N.D. backs off punishing make-your-owns

When it comes to alcoholic beverages, many state authorities exhibit an almost-pathological need to tax, regulate, stifle and otherwise interfere with a business enterprise.

The latest such news comes from North Dakota. Not a place one normally thinks of when the subject is wine, but, like every other state, there are wineries and winemaking interest there.

The North Dakota State Tax Commission has reversed its previous opinion on two key issues.

One affected a business called Vintner's Cellar, a make-your-own-wine company with locations in Grand Forks and Fargo. Owners Tony and Judy Osowski said in January they would close their doors because the Tax Commission wanted to revoke its domestic winery licenses, saying it did not meet ingredient requirements or pay an alcohol excise tax on its wine sales.

An audit conducted last fall claimed the winery’s private-label wines failed to meet a state law requiring the majority if its ingredients — grapes, fruit or other sources — be North Dakota products.

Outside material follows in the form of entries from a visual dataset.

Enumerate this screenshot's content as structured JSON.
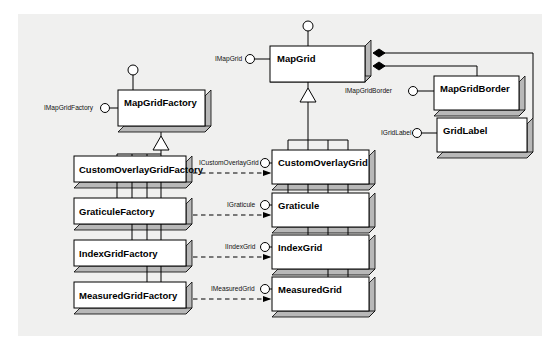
{
  "diagram": {
    "type": "uml-class-diagram",
    "background_color": "#f0f0ef",
    "box_fill": "#ffffff",
    "box_shadow_fill": "#b8b8b8",
    "line_color": "#000000"
  },
  "classes": {
    "map_grid": {
      "name": "MapGrid"
    },
    "map_grid_factory": {
      "name": "MapGridFactory"
    },
    "map_grid_border": {
      "name": "MapGridBorder"
    },
    "grid_label": {
      "name": "GridLabel"
    },
    "custom_overlay_grid": {
      "name": "CustomOverlayGrid"
    },
    "graticule": {
      "name": "Graticule"
    },
    "index_grid": {
      "name": "IndexGrid"
    },
    "measured_grid": {
      "name": "MeasuredGrid"
    },
    "custom_overlay_grid_factory": {
      "name": "CustomOverlayGridFactory"
    },
    "graticule_factory": {
      "name": "GraticuleFactory"
    },
    "index_grid_factory": {
      "name": "IndexGridFactory"
    },
    "measured_grid_factory": {
      "name": "MeasuredGridFactory"
    }
  },
  "interfaces": {
    "i_map_grid": {
      "name": "IMapGrid"
    },
    "i_map_grid_factory": {
      "name": "IMapGridFactory"
    },
    "i_map_grid_border": {
      "name": "IMapGridBorder"
    },
    "i_grid_label": {
      "name": "IGridLabel"
    },
    "i_custom_overlay_grid": {
      "name": "ICustomOverlayGrid"
    },
    "i_graticule": {
      "name": "IGraticule"
    },
    "i_index_grid": {
      "name": "IIndexGrid"
    },
    "i_measured_grid": {
      "name": "IMeasuredGrid"
    }
  },
  "relationships": {
    "composition": [
      {
        "from": "MapGrid",
        "to": "MapGridBorder",
        "marker": "filled-diamond"
      },
      {
        "from": "MapGrid",
        "to": "GridLabel",
        "marker": "filled-diamond"
      }
    ],
    "generalization": [
      {
        "from": "CustomOverlayGrid",
        "to": "MapGrid"
      },
      {
        "from": "Graticule",
        "to": "MapGrid"
      },
      {
        "from": "IndexGrid",
        "to": "MapGrid"
      },
      {
        "from": "MeasuredGrid",
        "to": "MapGrid"
      },
      {
        "from": "CustomOverlayGridFactory",
        "to": "MapGridFactory"
      },
      {
        "from": "GraticuleFactory",
        "to": "MapGridFactory"
      },
      {
        "from": "IndexGridFactory",
        "to": "MapGridFactory"
      },
      {
        "from": "MeasuredGridFactory",
        "to": "MapGridFactory"
      }
    ],
    "dependency": [
      {
        "from": "CustomOverlayGridFactory",
        "to": "CustomOverlayGrid",
        "label": "ICustomOverlayGrid"
      },
      {
        "from": "GraticuleFactory",
        "to": "Graticule",
        "label": "IGraticule"
      },
      {
        "from": "IndexGridFactory",
        "to": "IndexGrid",
        "label": "IIndexGrid"
      },
      {
        "from": "MeasuredGridFactory",
        "to": "MeasuredGrid",
        "label": "IMeasuredGrid"
      }
    ]
  }
}
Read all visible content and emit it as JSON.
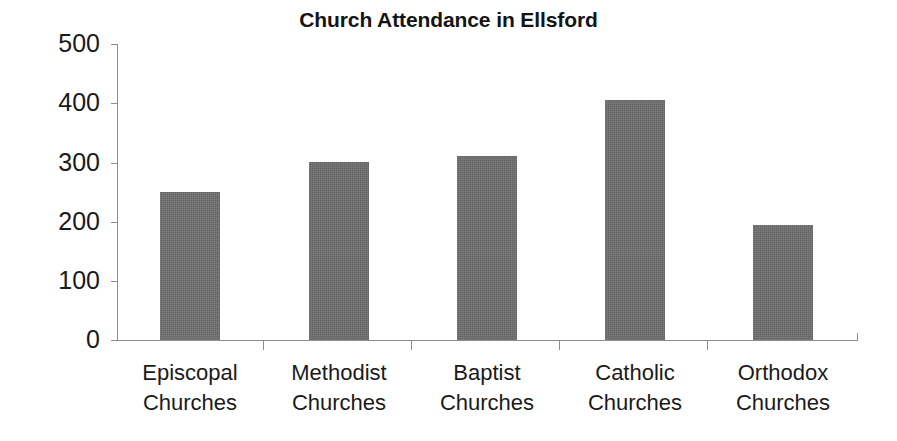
{
  "chart_data": {
    "type": "bar",
    "title": "Church Attendance in Ellsford",
    "subtitle": "",
    "xlabel": "",
    "ylabel": "",
    "categories": [
      "Episcopal Churches",
      "Methodist Churches",
      "Baptist Churches",
      "Catholic Churches",
      "Orthodox Churches"
    ],
    "category_lines": [
      [
        "Episcopal",
        "Churches"
      ],
      [
        "Methodist",
        "Churches"
      ],
      [
        "Baptist",
        "Churches"
      ],
      [
        "Catholic",
        "Churches"
      ],
      [
        "Orthodox",
        "Churches"
      ]
    ],
    "values": [
      250,
      300,
      310,
      405,
      195
    ],
    "ylim": [
      0,
      500
    ],
    "ytick_labels": [
      "500",
      "400",
      "300",
      "200",
      "100",
      "0"
    ],
    "ytick_values": [
      500,
      400,
      300,
      200,
      100,
      0
    ],
    "grid": false,
    "legend": false,
    "legend_position": "none",
    "bar_color": "#6e6e6e",
    "axis_color": "#8d8d8d",
    "text_color": "#1a1a1a",
    "background_color": "#ffffff"
  },
  "axis": {
    "y_labels": {
      "t500": "500",
      "t400": "400",
      "t300": "300",
      "t200": "200",
      "t100": "100",
      "t0": "0"
    }
  },
  "categories": {
    "c0": {
      "line1": "Episcopal",
      "line2": "Churches"
    },
    "c1": {
      "line1": "Methodist",
      "line2": "Churches"
    },
    "c2": {
      "line1": "Baptist",
      "line2": "Churches"
    },
    "c3": {
      "line1": "Catholic",
      "line2": "Churches"
    },
    "c4": {
      "line1": "Orthodox",
      "line2": "Churches"
    }
  }
}
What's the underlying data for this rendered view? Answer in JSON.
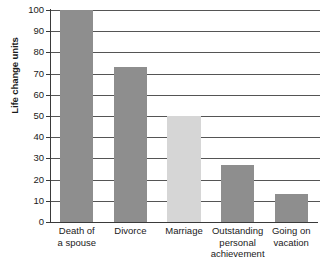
{
  "chart_data": {
    "type": "bar",
    "title": "",
    "subtitle": "",
    "xlabel": "",
    "ylabel": "Life change units",
    "ylim": [
      0,
      100
    ],
    "yticks": [
      0,
      10,
      20,
      30,
      40,
      50,
      60,
      70,
      80,
      90,
      100
    ],
    "ytick_labels": [
      "0",
      "10",
      "20",
      "30",
      "40",
      "50",
      "60",
      "70",
      "80",
      "90",
      "100"
    ],
    "grid": "horizontal",
    "legend": "none",
    "categories": [
      "Death of a spouse",
      "Divorce",
      "Marriage",
      "Outstanding personal achievement",
      "Going on vacation"
    ],
    "category_lines": [
      [
        "Death of",
        "a spouse"
      ],
      [
        "Divorce"
      ],
      [
        "Marriage"
      ],
      [
        "Outstanding",
        "personal",
        "achievement"
      ],
      [
        "Going on",
        "vacation"
      ]
    ],
    "values": [
      100,
      73,
      50,
      27,
      13
    ],
    "bar_colors": [
      "#8e8e8e",
      "#8e8e8e",
      "#d6d6d6",
      "#8e8e8e",
      "#8e8e8e"
    ],
    "axis_color": "#3a3a3a",
    "gridline_color": "#555555",
    "text_color": "#1a1a1a",
    "background": "#ffffff"
  }
}
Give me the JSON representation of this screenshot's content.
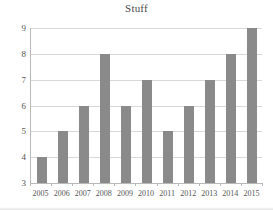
{
  "chart_data": {
    "type": "bar",
    "title": "Stuff",
    "xlabel": "",
    "ylabel": "",
    "categories": [
      "2005",
      "2006",
      "2007",
      "2008",
      "2009",
      "2010",
      "2011",
      "2012",
      "2013",
      "2014",
      "2015"
    ],
    "values": [
      4,
      5,
      6,
      8,
      6,
      7,
      5,
      6,
      7,
      8,
      9
    ],
    "ylim": [
      3,
      9
    ],
    "yticks": [
      3,
      4,
      5,
      6,
      7,
      8,
      9
    ],
    "ytick_labels": [
      "3",
      "4",
      "5",
      "6",
      "7",
      "8",
      "9"
    ],
    "grid": true,
    "grid_axis": "y",
    "legend": false,
    "legend_position": "none",
    "series": [
      {
        "name": "Stuff",
        "values": [
          4,
          5,
          6,
          8,
          6,
          7,
          5,
          6,
          7,
          8,
          9
        ]
      }
    ],
    "colors": {
      "bar": "#8a8a8a",
      "gridline": "#d8d8d8",
      "axis": "#b9b9b9",
      "text": "#555555",
      "title": "#4a4a4a",
      "background": "#ffffff"
    }
  }
}
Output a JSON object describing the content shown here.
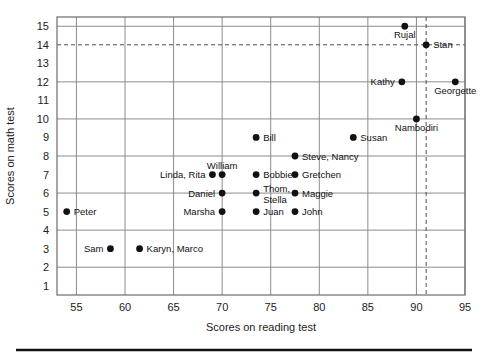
{
  "figure": {
    "x_axis_title": "Scores on reading test",
    "y_axis_title": "Scores on math test"
  },
  "chart_data": {
    "type": "scatter",
    "title": "",
    "xlabel": "Scores on reading test",
    "ylabel": "Scores on math test",
    "xlim": [
      53,
      95
    ],
    "ylim": [
      0.5,
      15.5
    ],
    "grid": true,
    "legend": "none",
    "x_ticks": [
      55,
      60,
      65,
      70,
      75,
      80,
      85,
      90,
      95
    ],
    "y_ticks": [
      1,
      2,
      3,
      4,
      5,
      6,
      7,
      8,
      9,
      10,
      11,
      12,
      13,
      14,
      15
    ],
    "x_gridlines": [
      55,
      60,
      65,
      70,
      75,
      80,
      85,
      90,
      95
    ],
    "y_gridlines": [
      2,
      4,
      6,
      8,
      10,
      12,
      15
    ],
    "reference_lines": [
      {
        "orientation": "horizontal",
        "value": 14,
        "style": "dashed"
      },
      {
        "orientation": "vertical",
        "value": 91,
        "style": "dashed"
      }
    ],
    "points": [
      {
        "label": "Peter",
        "x": 54,
        "y": 5,
        "label_pos": "right"
      },
      {
        "label": "Sam",
        "x": 58.5,
        "y": 3,
        "label_pos": "left"
      },
      {
        "label": "Karyn, Marco",
        "x": 61.5,
        "y": 3,
        "label_pos": "right"
      },
      {
        "label": "Linda, Rita",
        "x": 69,
        "y": 7,
        "label_pos": "left"
      },
      {
        "label": "William",
        "x": 70,
        "y": 7,
        "label_pos": "above"
      },
      {
        "label": "Daniel",
        "x": 70,
        "y": 6,
        "label_pos": "left"
      },
      {
        "label": "Marsha",
        "x": 70,
        "y": 5,
        "label_pos": "left"
      },
      {
        "label": "Bill",
        "x": 73.5,
        "y": 9,
        "label_pos": "right"
      },
      {
        "label": "Bobbie",
        "x": 73.5,
        "y": 7,
        "label_pos": "right"
      },
      {
        "label": "Thom, Stella",
        "x": 73.5,
        "y": 6,
        "label_pos": "right-2line"
      },
      {
        "label": "Juan",
        "x": 73.5,
        "y": 5,
        "label_pos": "right"
      },
      {
        "label": "Steve, Nancy",
        "x": 77.5,
        "y": 8,
        "label_pos": "right"
      },
      {
        "label": "Gretchen",
        "x": 77.5,
        "y": 7,
        "label_pos": "right"
      },
      {
        "label": "Maggie",
        "x": 77.5,
        "y": 6,
        "label_pos": "right"
      },
      {
        "label": "John",
        "x": 77.5,
        "y": 5,
        "label_pos": "right"
      },
      {
        "label": "Susan",
        "x": 83.5,
        "y": 9,
        "label_pos": "right"
      },
      {
        "label": "Kathy",
        "x": 88.5,
        "y": 12,
        "label_pos": "left"
      },
      {
        "label": "Rujal",
        "x": 88.8,
        "y": 15,
        "label_pos": "below"
      },
      {
        "label": "Nambodiri",
        "x": 90,
        "y": 10,
        "label_pos": "below"
      },
      {
        "label": "Stan",
        "x": 91,
        "y": 14,
        "label_pos": "right"
      },
      {
        "label": "Georgette",
        "x": 94,
        "y": 12,
        "label_pos": "below"
      }
    ]
  },
  "colors": {
    "point": "#111111",
    "grid": "#8c8c8c",
    "frame": "#6b6b6b",
    "dash": "#4d4d4d",
    "rule": "#111111"
  }
}
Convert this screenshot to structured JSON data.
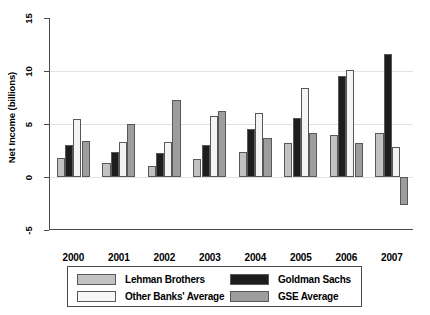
{
  "chart_data": {
    "type": "bar",
    "title": "",
    "subtitle": "",
    "xlabel": "",
    "ylabel": "Net Income (billions)",
    "categories": [
      "2000",
      "2001",
      "2002",
      "2003",
      "2004",
      "2005",
      "2006",
      "2007"
    ],
    "series": [
      {
        "name": "Lehman Brothers",
        "color": "#c2c2c2",
        "values": [
          1.8,
          1.3,
          1.0,
          1.7,
          2.4,
          3.2,
          4.0,
          4.2
        ]
      },
      {
        "name": "Goldman Sachs",
        "color": "#1d1d1d",
        "values": [
          3.0,
          2.4,
          2.3,
          3.0,
          4.5,
          5.6,
          9.5,
          11.6
        ]
      },
      {
        "name": "Other Banks' Average",
        "color": "#f4f4f2",
        "values": [
          5.5,
          3.3,
          3.3,
          5.8,
          6.0,
          8.4,
          10.1,
          2.8
        ]
      },
      {
        "name": "GSE Average",
        "color": "#9d9d9d",
        "values": [
          3.4,
          5.0,
          7.3,
          6.2,
          3.7,
          4.2,
          3.2,
          -2.6
        ]
      }
    ],
    "ylim": [
      -5,
      15
    ],
    "yticks": [
      -5,
      0,
      5,
      10,
      15
    ],
    "ytick_labels": [
      "-5",
      "0",
      "5",
      "10",
      "15"
    ],
    "gridlines": [
      0,
      5,
      10
    ],
    "grid": true,
    "legend_position": "bottom",
    "legend_entries": [
      {
        "label": "Lehman Brothers",
        "series": 0
      },
      {
        "label": "Goldman Sachs",
        "series": 1
      },
      {
        "label": "Other Banks' Average",
        "series": 2
      },
      {
        "label": "GSE Average",
        "series": 3
      }
    ]
  }
}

The other case involved Lisa Gibson Archive Vintner’s, another make-your-own-wine business in which customers are allowed to taste wines and purchase wine kits that are made in the store or in the customer’s home. This one differs in that it also makes it owns domestic wine under the Dakota Prairie label.

The state Tax Commission also claimed that the franchise owed back taxes from 2005 and 2006, based on policy that state excise and alcoholic beverage taxes must be paid on all wine sales.

Now comes word that both decisions were reconsidered and reversed.

In the case of the Osowskis' business, the state panel ruled that its winemaking kit "is not subject to the majority ingredient requirement.”